The Pelican is much larger than the swan, and something resembles it in shape and color. The principal difference, and that which distinguishes this bird from all others, is its enormous bill and extraordinary pouch. From the point of the bill to the opening of the mouth, there is a length of fifteen inches; and under the chap is a bag, reaching the entire length of the bill to the neck, and capable, it is said, of holding fifteen quarts of water. When empty, this pouch is not seen; but when filled, its great bulk and singular appearance may easily be conceived. The Pelican, says Labat, has strong wings, furnished with thick plumage of an ash color, as are the rest of the feathers over the whole body. Its eyes are very small when compared to the size of its head; there is a sadness in its countenance, and its whole air is melancholy; it is as dull and reluctant in its motions as the flamingo is sprightly and active. It is slow of flight; and when it rises to fly, performs it with difficulty and labor; nothing, as it would seem, but the spur of necessity, could make these birds change their situation, or induce them to ascend into the air: but they must either starve or fly. When they have raised themselves about thirty or forty feet above the surface of the sea, they turn their head with one eye downwards, and continue to fly in that posture. As soon as they perceive a fish sufficiently near the surface, they dart down upon it with the swiftness of an arrow eize it with unerring certainty, and store it up in their pouch.
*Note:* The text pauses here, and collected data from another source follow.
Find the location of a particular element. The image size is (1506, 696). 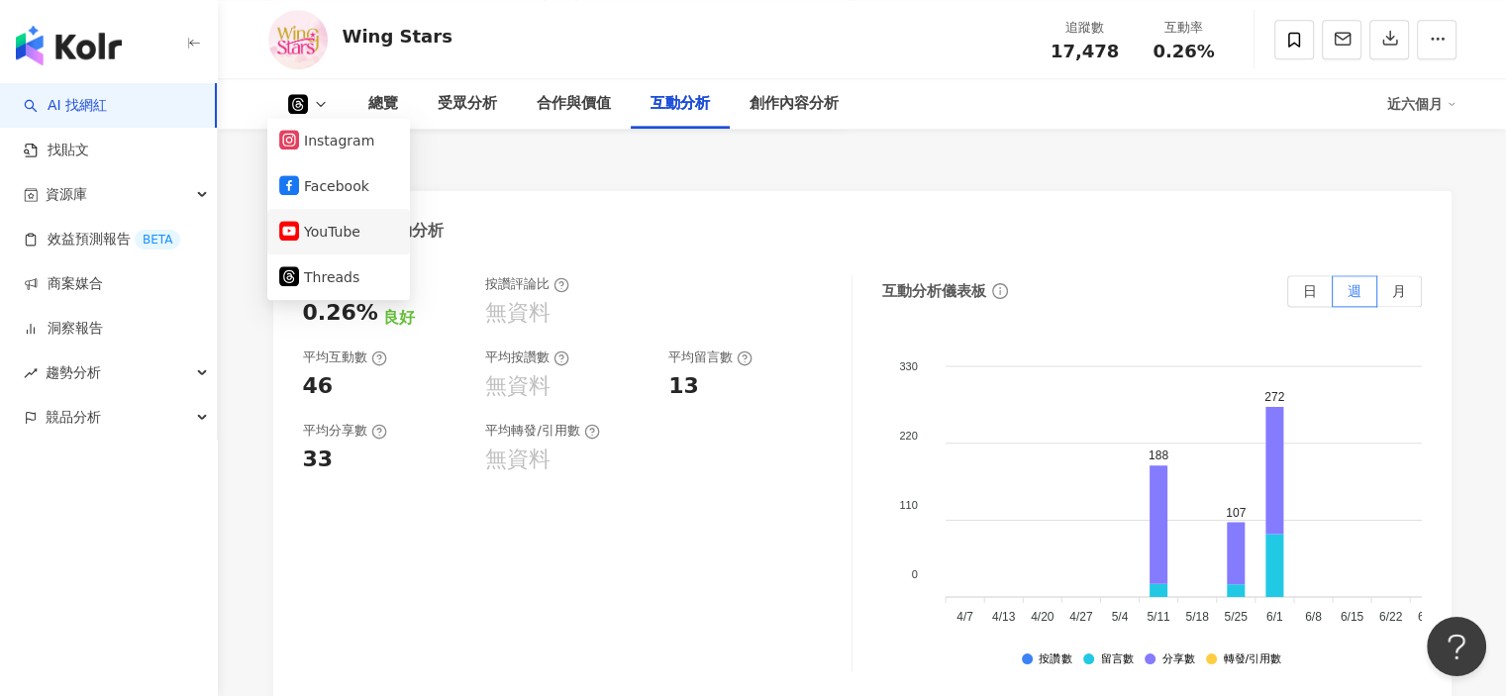

button: Threads is located at coordinates (339, 277).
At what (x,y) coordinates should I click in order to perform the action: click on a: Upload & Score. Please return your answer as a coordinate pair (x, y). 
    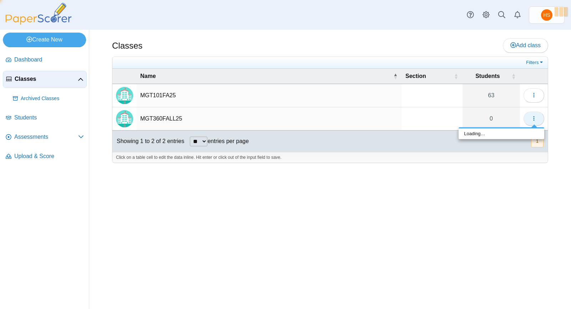
    Looking at the image, I should click on (45, 156).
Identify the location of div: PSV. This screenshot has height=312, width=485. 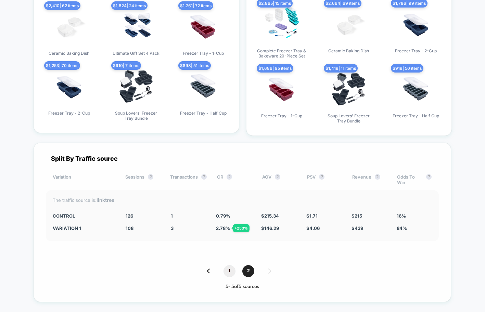
(324, 180).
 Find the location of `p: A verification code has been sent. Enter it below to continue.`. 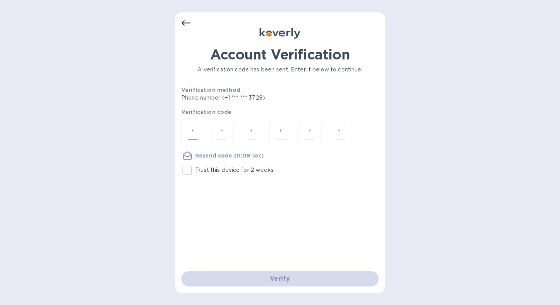

p: A verification code has been sent. Enter it below to continue. is located at coordinates (280, 69).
They then rise again, though not without great labor, and continue hovering and fishing, with their head on one side as before.
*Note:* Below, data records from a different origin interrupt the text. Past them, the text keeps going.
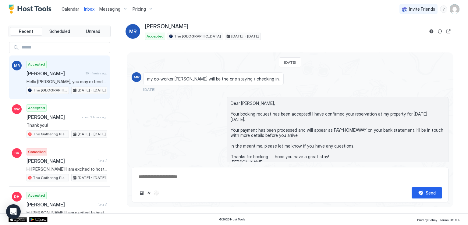 This screenshot has height=225, width=468. Describe the element at coordinates (427, 220) in the screenshot. I see `span: Privacy Policy` at that location.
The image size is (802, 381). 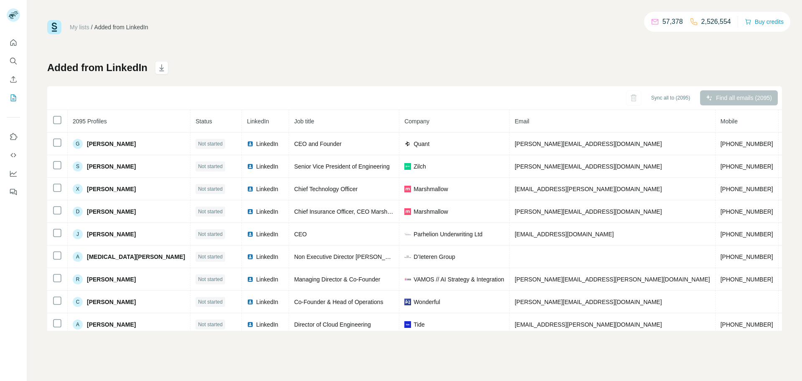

In feeding its young, the pelican squeezes the food deposited in its bag into their mouths, by strongly compressing it upon its breast with the bill; an action, says Shaw, which might well give occasion to the received tradition and report, that the pelican, in feeding her young, pierced her own breast, and nourished them with her blood.

The writer of the hundred-and-second psalm alludes to the lonely situation of the pelican in the wildernesss, as illustrative of the poignancy of his own grief, at witnessing the desolation of his country, and the prostration of her sacred altars.